Tax amnesties – Pakistan has had four in six years – have failed, he says.
“If another amnesty is to be done, it will have to be, to quote Saddam Hussein, the mother of all amnesties. Or the last amnesty that is ever going to be done,” he adds.
“Clearly what has happened in Pakistan is the creation of a moral hazard, when people believe there is an amnesty coming down the road – and that’s a hindrance to getting people into the tax net. Let’s just say that’s not the first solution we’re thinking of.”
Privatization
As finance minister, Umar also chairs the government’s moribund privatization commission. Some state companies have been on the list for 25 years.
“It’s a ridiculous situation,” he says. “The moment they are put on the list, they’re no longer managed as going concerns. As a result, all that has been done is eroding value.”

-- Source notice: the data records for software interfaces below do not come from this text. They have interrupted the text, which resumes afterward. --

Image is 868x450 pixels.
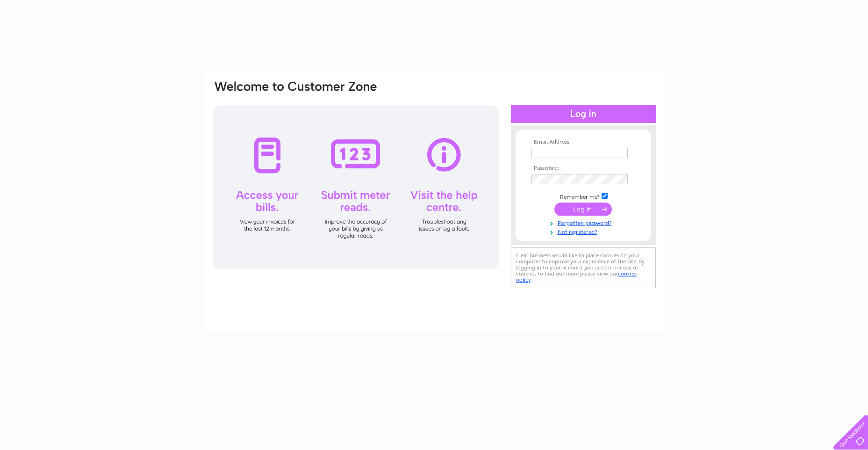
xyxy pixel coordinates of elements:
[510,247,656,288] div: Clear Business would like to place cookies on your computer to improve your experience of the sit...
[529,139,637,145] th: Email Address:
[516,270,636,283] a: cookies policy
[531,227,637,236] a: Not registered?
[531,218,637,227] a: Forgotten password?
[529,191,637,200] td: Remember me?
[554,202,612,216] input: Submit
[529,165,637,172] th: Password:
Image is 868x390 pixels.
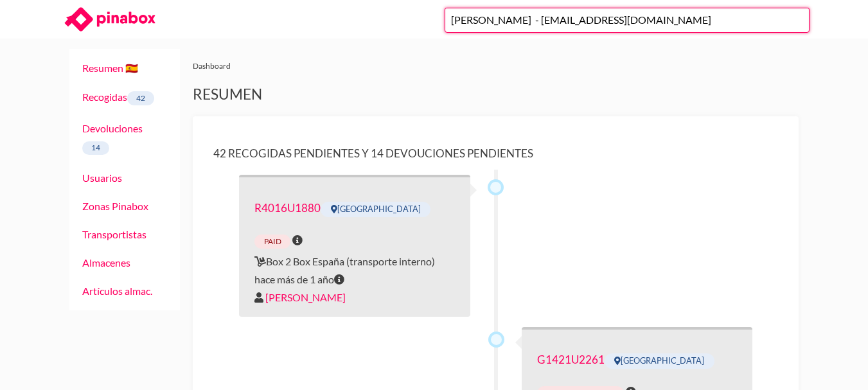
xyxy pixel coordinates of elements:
[82,91,155,103] a: Recogidas42
[82,172,122,183] a: Usuarios
[321,202,430,217] span: [GEOGRAPHIC_DATA]
[193,86,799,104] h2: Resumen
[82,285,152,297] a: Artículos almac.
[193,59,799,72] div: Dashboard
[254,201,321,215] a: Contacto: Sara Arias Cano, Teléfono: 603834132
[82,62,138,74] a: Resumen 🇪🇸
[82,200,148,212] a: Zonas Pinabox
[605,354,715,369] span: [GEOGRAPHIC_DATA]
[292,231,303,249] span: La fecha pasada y no está stored
[334,271,345,289] span: miércoles - 6/03/2024 - 12:00 PM
[82,122,142,153] a: Devoluciones14
[82,142,110,156] span: 14
[444,7,810,33] input: Busca usuarios por nombre o email
[239,174,471,316] div: Box 2 Box España (transporte interno) hace más de 1 año
[266,289,346,307] a: Usuario: Sara Arias Cano, Email: office@pablosainzvillegas.com, Contacto: Sara Arias Cano Teléfon...
[82,257,131,268] a: Almacenes
[82,228,146,240] a: Transportistas
[254,234,290,248] span: paid
[128,91,155,105] span: 42
[213,146,778,160] h4: 42 Recogidas pendientes y 14 Devouciones pendientes
[537,353,605,366] a: Contacto: Maria, Teléfono: 620479471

On his watch, 11 enterprises have been slated for privatization over the next three years, prominent among them small banks SME Bank and First Women Bank.
The long-mooted privatizations of National Bank of Pakistan, the second-biggest bank after privately owned Habib Bank, and of airline PIA have been shelved.
At NBP, Umar has approved the appointment of veteran Citibanker, Arif Usmani, as chief executive, which he says is an example of skilled expatriate Pakistanis returning home to contribute.
Umar says privatizations will be open to foreign investors, and that he is finalizing financial advisers. The returns, he says, will be “north of $1 billion”.
One question for those foreign investors is, just how secure is the Khan government? Generals have held power for almost half of Pakistan’s 72 years of independence.
Since coming to office, the Khan government has been under relentless assault from the wounded Bhutto and Sharif clans who have grown accustomed to exchanging power. Analysts say Khan has the support of the military, so long as his reformist zeal does not extend to dismantling the generals’ $25 billion business empire.
Pakistan’s growth model is broken, Umar says.
“It has been a consumption-led, imported capital finance model,” he says. “We should shift our transition, which we are doing right now, to an investment-driven, export-oriented growth model,” absent of the IMF.
“When that is in place, I will sleep easy at night.”